Which power of goodness of fit tests can really be expected: intermediate versus contiguous alternatives
Janssen Arnold
Statistics & Risk Modeling, 2003, vol. 21, issue 4, 301-326
Abstract:
The present paper studies envelope power functions for goodness of fit models for asuitable submodel of infinite dimension of all continuous distributions on the real line. It turns out that after rescaling our alternatives with the factor 1/√n various envelope power bounds hold uniformly w.r.t. sample size n. The two-sided Neyman-Pearson power, the maximin and optimum mean power bounds of dimension d are studied in detail. It is shown that the latter envelope power bounds become flat for high dimensions d of alternative if they are compared with the power of Neyman-Pearson tests which serve as benchmark. These results can be used to compare intermediate and Pitman efficiency of goodness of fit tests. It is pointed out that contiguous alternatives can be used to discriminate competing tests whereas the intermediate efficiency is some sort of consistency only. It is also pointed out that no overall superior adaptive goodness of fit test exist. Agood comparison of competing tests can be done by their level points. It is shown that the level points of the maximin tests of dimension d grow with the rate d1/4.
Date: 2003
References: View references in EconPapers View complete reference list from CitEc
Citations: View citations in EconPapers (1)
Downloads: (external link)
https://doi.org/10.1524/stnd.21.4.301.25350 (text/html)
For access to full text, subscription to the journal or payment for the individual article is required.
Related works:
This item may be available elsewhere in EconPapers: Search for items with the same title.
Export reference: BibTeX
RIS (EndNote, ProCite, RefMan)
HTML/Text
Persistent link: https://EconPapers.repec.org/RePEc:bpj:strimo:v:21:y:2003:i:4/2003:p:301-326:n:2
Ordering information: This journal article can be ordered from
https://www.degruyter.com/journal/key/strm/html
DOI: 10.1524/stnd.21.4.301.25350
Access Statistics for this article
Statistics & Risk Modeling is currently edited by Robert Stelzer
More articles in Statistics & Risk Modeling from De Gruyter
Bibliographic data for series maintained by Peter Golla ().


• Exercise aim:
Begin with the line containing "Extract all elements" and end with the last line of the data below; return those lines exactly, and only those.

(Beginning of Material supplied)

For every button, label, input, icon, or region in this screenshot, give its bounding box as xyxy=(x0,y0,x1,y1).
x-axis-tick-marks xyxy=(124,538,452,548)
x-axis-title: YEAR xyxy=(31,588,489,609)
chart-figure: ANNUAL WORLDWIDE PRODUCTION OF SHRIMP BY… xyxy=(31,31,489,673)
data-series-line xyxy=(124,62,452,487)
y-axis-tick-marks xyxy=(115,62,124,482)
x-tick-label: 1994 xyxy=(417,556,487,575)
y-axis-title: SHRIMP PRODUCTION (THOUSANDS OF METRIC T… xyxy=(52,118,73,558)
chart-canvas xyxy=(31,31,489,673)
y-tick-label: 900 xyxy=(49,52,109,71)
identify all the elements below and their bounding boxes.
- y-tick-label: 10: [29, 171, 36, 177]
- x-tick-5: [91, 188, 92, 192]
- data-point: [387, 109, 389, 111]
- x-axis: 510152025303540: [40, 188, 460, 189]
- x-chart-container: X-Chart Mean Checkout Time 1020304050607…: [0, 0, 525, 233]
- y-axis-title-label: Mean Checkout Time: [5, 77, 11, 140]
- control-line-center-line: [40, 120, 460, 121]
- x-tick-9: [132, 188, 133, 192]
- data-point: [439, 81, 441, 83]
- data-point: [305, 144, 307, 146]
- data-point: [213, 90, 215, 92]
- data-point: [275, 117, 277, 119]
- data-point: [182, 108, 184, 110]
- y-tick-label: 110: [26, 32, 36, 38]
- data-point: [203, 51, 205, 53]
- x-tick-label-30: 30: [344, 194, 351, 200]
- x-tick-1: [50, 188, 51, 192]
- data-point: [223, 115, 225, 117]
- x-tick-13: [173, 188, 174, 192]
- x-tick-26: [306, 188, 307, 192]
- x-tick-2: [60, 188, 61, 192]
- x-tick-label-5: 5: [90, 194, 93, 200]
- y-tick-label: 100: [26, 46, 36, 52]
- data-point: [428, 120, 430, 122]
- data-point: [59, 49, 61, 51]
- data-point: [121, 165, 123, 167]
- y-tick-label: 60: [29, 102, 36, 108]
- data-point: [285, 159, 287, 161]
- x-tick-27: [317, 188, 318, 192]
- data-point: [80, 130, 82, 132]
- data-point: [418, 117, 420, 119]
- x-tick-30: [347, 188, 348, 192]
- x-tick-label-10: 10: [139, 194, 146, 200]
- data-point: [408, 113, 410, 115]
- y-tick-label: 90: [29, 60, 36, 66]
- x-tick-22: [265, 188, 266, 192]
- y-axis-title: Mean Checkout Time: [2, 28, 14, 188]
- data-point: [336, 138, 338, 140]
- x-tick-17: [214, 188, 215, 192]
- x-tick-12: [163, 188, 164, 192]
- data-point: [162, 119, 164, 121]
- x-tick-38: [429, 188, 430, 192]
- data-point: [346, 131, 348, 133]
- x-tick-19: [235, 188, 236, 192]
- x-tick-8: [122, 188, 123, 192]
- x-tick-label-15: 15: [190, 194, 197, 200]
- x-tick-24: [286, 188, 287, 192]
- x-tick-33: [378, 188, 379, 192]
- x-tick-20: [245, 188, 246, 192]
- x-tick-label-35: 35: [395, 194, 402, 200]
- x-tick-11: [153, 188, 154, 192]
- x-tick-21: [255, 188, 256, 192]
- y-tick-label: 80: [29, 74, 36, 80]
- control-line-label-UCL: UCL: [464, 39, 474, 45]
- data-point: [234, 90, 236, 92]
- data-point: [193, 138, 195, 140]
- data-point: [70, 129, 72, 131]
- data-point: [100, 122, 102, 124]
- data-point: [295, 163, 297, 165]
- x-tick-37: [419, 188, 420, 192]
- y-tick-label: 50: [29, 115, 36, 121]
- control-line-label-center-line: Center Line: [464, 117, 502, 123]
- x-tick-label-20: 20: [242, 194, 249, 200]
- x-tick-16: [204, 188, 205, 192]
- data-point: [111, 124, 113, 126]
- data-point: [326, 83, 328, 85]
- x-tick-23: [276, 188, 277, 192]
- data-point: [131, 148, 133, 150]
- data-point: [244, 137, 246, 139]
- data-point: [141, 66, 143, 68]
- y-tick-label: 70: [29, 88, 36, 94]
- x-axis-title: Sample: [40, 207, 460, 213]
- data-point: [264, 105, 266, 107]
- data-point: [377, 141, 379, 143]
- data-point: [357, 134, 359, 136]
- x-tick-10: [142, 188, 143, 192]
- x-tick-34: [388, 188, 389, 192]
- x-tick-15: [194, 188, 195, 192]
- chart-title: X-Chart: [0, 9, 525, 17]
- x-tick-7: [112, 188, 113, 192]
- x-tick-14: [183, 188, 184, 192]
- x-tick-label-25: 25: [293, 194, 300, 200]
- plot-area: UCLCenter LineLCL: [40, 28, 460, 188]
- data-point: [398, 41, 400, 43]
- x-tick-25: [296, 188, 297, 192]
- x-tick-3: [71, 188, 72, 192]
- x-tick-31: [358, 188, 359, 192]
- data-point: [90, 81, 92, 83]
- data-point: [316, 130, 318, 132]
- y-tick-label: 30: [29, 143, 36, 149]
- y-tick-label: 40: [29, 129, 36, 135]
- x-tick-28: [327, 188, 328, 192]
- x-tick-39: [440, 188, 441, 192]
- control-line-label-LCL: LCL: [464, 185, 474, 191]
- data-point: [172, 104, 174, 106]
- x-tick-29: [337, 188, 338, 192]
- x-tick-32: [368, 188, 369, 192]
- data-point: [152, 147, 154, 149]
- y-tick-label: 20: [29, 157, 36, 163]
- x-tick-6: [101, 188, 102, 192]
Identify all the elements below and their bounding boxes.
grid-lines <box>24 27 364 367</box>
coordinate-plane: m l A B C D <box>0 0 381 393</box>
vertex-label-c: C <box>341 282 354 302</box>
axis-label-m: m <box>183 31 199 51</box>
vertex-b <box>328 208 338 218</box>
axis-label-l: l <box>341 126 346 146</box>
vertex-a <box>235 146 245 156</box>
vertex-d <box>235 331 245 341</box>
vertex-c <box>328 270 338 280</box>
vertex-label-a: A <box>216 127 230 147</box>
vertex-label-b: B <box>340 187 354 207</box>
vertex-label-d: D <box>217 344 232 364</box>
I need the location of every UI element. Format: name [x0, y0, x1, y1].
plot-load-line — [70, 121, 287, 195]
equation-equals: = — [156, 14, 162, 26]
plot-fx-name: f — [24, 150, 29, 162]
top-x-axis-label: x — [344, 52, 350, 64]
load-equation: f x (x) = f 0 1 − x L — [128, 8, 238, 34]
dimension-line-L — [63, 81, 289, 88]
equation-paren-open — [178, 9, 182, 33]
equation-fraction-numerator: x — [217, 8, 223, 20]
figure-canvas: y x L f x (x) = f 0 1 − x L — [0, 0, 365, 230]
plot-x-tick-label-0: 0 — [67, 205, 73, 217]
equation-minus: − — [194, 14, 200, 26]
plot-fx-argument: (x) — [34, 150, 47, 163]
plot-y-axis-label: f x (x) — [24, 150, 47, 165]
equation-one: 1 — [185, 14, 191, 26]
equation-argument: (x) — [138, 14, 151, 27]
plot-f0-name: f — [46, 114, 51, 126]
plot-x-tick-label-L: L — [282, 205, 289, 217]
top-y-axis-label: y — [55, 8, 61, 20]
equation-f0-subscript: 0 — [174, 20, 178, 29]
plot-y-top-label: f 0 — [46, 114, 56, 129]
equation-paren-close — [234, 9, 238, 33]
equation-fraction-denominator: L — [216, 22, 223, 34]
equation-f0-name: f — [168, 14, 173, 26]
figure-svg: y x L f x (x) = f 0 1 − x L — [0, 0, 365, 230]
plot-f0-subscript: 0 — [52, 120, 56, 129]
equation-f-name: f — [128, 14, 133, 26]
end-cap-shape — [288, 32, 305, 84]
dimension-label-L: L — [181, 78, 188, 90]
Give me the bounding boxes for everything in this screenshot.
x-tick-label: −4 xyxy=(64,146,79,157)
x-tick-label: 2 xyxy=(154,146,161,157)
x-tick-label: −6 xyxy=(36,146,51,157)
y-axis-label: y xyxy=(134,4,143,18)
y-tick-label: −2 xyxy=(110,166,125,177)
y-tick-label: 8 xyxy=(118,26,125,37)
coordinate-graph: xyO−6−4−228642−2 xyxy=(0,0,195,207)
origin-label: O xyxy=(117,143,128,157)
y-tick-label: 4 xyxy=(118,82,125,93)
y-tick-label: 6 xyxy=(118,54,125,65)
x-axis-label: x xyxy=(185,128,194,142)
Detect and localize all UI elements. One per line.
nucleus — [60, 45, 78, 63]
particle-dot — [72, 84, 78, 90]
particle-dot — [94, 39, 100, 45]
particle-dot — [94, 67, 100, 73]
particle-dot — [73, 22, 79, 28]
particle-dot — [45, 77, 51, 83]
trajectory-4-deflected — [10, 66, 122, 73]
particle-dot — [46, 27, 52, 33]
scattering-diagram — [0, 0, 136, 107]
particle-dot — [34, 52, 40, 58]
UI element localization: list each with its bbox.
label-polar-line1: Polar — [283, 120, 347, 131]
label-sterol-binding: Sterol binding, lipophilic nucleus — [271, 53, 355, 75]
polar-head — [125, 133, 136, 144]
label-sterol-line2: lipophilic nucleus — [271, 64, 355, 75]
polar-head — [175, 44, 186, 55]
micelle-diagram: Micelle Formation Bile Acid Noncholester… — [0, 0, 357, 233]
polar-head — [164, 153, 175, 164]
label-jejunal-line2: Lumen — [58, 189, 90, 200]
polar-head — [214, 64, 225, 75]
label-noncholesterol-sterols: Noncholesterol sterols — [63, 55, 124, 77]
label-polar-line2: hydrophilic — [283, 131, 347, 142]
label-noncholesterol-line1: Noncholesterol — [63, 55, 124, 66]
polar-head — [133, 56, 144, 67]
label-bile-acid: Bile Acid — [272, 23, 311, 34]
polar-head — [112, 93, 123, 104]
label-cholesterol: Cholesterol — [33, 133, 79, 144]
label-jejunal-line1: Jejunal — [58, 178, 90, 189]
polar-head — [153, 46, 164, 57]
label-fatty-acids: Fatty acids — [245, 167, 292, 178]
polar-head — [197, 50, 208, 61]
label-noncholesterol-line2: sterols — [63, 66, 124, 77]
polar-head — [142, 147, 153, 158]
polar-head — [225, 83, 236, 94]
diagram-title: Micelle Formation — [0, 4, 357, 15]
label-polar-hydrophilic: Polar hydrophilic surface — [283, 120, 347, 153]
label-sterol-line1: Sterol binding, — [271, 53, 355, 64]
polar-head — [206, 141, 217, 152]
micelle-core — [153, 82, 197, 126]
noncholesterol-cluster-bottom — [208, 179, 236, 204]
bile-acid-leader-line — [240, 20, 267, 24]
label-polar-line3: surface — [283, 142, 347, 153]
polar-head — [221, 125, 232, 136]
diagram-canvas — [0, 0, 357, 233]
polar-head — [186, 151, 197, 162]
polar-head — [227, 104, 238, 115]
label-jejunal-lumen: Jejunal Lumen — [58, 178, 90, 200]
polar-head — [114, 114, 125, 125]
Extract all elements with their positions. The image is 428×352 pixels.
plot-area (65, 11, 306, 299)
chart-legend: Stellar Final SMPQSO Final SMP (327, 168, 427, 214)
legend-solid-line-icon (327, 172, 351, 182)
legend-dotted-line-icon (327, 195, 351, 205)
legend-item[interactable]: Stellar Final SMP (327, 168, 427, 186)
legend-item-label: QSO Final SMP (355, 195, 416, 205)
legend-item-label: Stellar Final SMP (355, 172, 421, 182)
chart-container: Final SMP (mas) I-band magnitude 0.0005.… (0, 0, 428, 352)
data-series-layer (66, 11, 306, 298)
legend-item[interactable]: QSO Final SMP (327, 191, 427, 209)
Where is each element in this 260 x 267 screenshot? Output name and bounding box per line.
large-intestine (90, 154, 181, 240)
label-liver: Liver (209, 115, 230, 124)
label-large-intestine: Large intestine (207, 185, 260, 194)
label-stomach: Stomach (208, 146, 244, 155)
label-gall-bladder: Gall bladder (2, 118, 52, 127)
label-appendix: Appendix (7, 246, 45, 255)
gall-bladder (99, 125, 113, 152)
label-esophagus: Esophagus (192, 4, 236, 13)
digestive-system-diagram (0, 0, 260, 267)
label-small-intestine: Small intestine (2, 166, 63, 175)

(End of Material supplied)

• Result for this exercise:
Extract all elements with their positions. The image is 428×352 pixels.
plot-area (65, 11, 306, 299)
chart-legend: Stellar Final SMPQSO Final SMP (327, 168, 427, 214)
legend-solid-line-icon (327, 172, 351, 182)
legend-dotted-line-icon (327, 195, 351, 205)
legend-item[interactable]: Stellar Final SMP (327, 168, 427, 186)
legend-item-label: QSO Final SMP (355, 195, 416, 205)
legend-item-label: Stellar Final SMP (355, 172, 421, 182)
chart-container: Final SMP (mas) I-band magnitude 0.0005.… (0, 0, 428, 352)
data-series-layer (66, 11, 306, 298)
legend-item[interactable]: QSO Final SMP (327, 191, 427, 209)
Where is each element in this 260 x 267 screenshot? Output name and bounding box per line.
large-intestine (90, 154, 181, 240)
label-liver: Liver (209, 115, 230, 124)
label-large-intestine: Large intestine (207, 185, 260, 194)
label-stomach: Stomach (208, 146, 244, 155)
label-gall-bladder: Gall bladder (2, 118, 52, 127)
label-appendix: Appendix (7, 246, 45, 255)
gall-bladder (99, 125, 113, 152)
label-esophagus: Esophagus (192, 4, 236, 13)
digestive-system-diagram (0, 0, 260, 267)
label-small-intestine: Small intestine (2, 166, 63, 175)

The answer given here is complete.